As you mentioned, Tesla is famous for end of quarter pushes to meet metrics, and the pressure for end-of-year must be even higher. So, as they were up against poor end of year numbers because of people postponing delivery to 2023 for the tax credity, they just decided to offer the same amount as the tax credit. Good for us buyers either way, unless you took delivery just before the offer.
Now, I read lots of gloom and doom for Tesla order numbers, if I recall, in Bloomberg. So, your analyst looks at something like 23 new comparable EV models coming next year, and says, OK, well, Tesla's numbers *must* go way down; maybe not to 1/24th of what they were, but certainly way less. Here's my prediction: Tesla numbers will go down a bit next year, but NOT huge amounts. And Tesla's numbers won't even begin to significantly drop until public chargers are at least as reliable and fast as Tesla's. I'm betting only small drops in resale value too (the current situation that 3+ year old cars with average miles on them cost as much as new is simply not sustainable).
Why won't 23 new EVs coming out this next year kill Tesla?
- MY and M3 will remain roughly $60k cars compared to quite a few $80-$100k cars in that list; those will simply *never* get significant sales.
-Most of these "coming next year" models are not even in production yet (e.g. Fiskar), and note every single EV I have ever followed came out *way* behind their "estimated" range when they actually started deliveries. As in, way behind M3/Y.

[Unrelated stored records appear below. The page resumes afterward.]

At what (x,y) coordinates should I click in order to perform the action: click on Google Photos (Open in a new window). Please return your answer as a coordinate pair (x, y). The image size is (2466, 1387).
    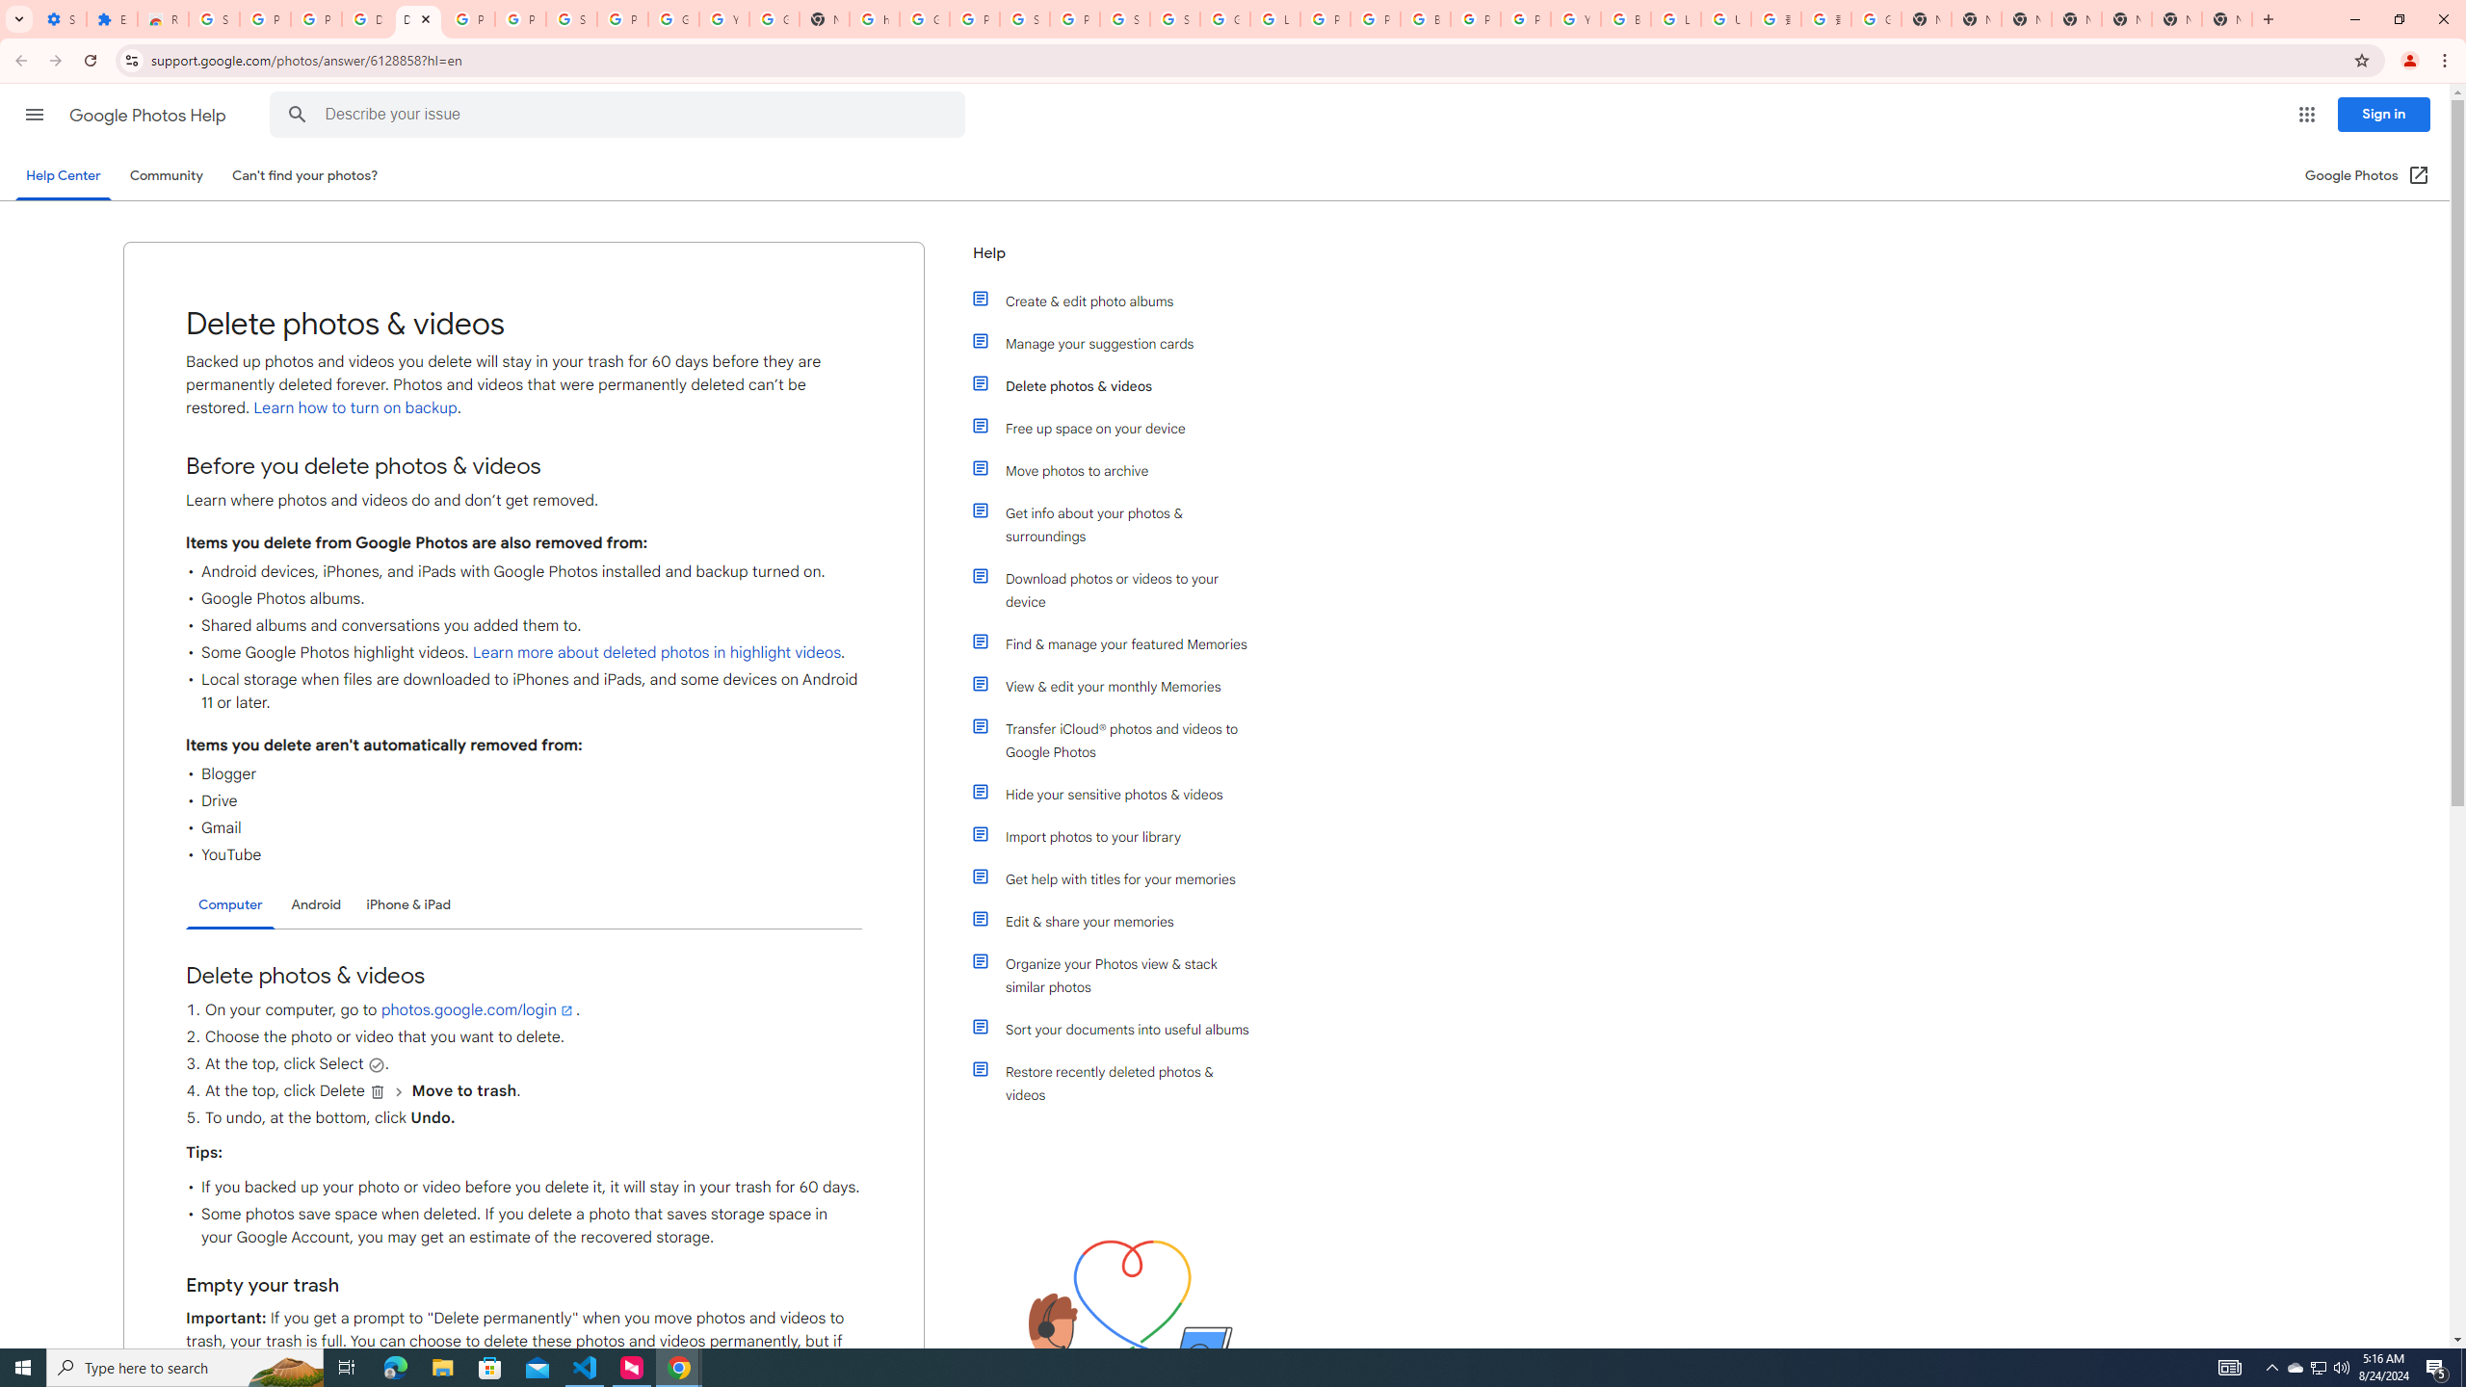
    Looking at the image, I should click on (2368, 175).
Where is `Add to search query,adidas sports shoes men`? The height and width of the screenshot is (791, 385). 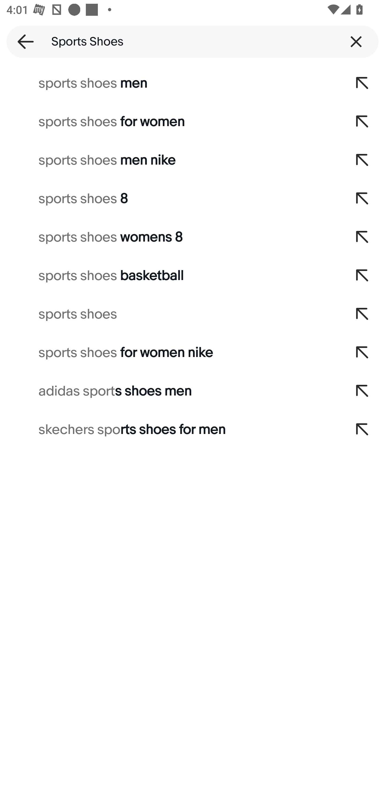 Add to search query,adidas sports shoes men is located at coordinates (362, 391).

And then there are the two killers:
-Software. VW has failed to fix the ID4 software in what, 1.5 years and counting! Someone here recently wrote that polestar software sucks, and someone else says EV6 software is marginal. This is just a way bigger deal than car companies think. And Tesla continues to be the best; you can argue how good it is in an absolute sense, but there seems to be a consensus that it gets you where you are going without too much agony.
- And then there's charging. Youtube is chock full of "I had the worst experience..." for public chargers. Tesla people all say "it's fine". Someone on this site said, "[public chargers] will be fixed. [They HAVE] to be." Let's say that it will be. OK, when? No one is in charge of meeting a target availability, and no one takes responsibility for them being down. And even if one network did fix these problems, no one network could possibly cover all of big countries like the US. There's no way this will be fixed in a year; maybe 2 or 3 years, maybe. But what is to say it wouldn't take 10 years? Or More?
Conclusion: Splashy upcoming new models will hurt Tesla's order numbers (and therefore your resale value), but only slightly for a while; then, as the new ones inevitably disappoint, numbers and prices will come back up, and they won't come down significantly until public charging vastly improves...and the new model cars prove themselves. You heard it here first. And I bet the price of my soon-to-arrive MY on that predication. (On the other hand, I never saw Elon's recent antics coming, which have turned off plenty of people, so, caveat emptor.)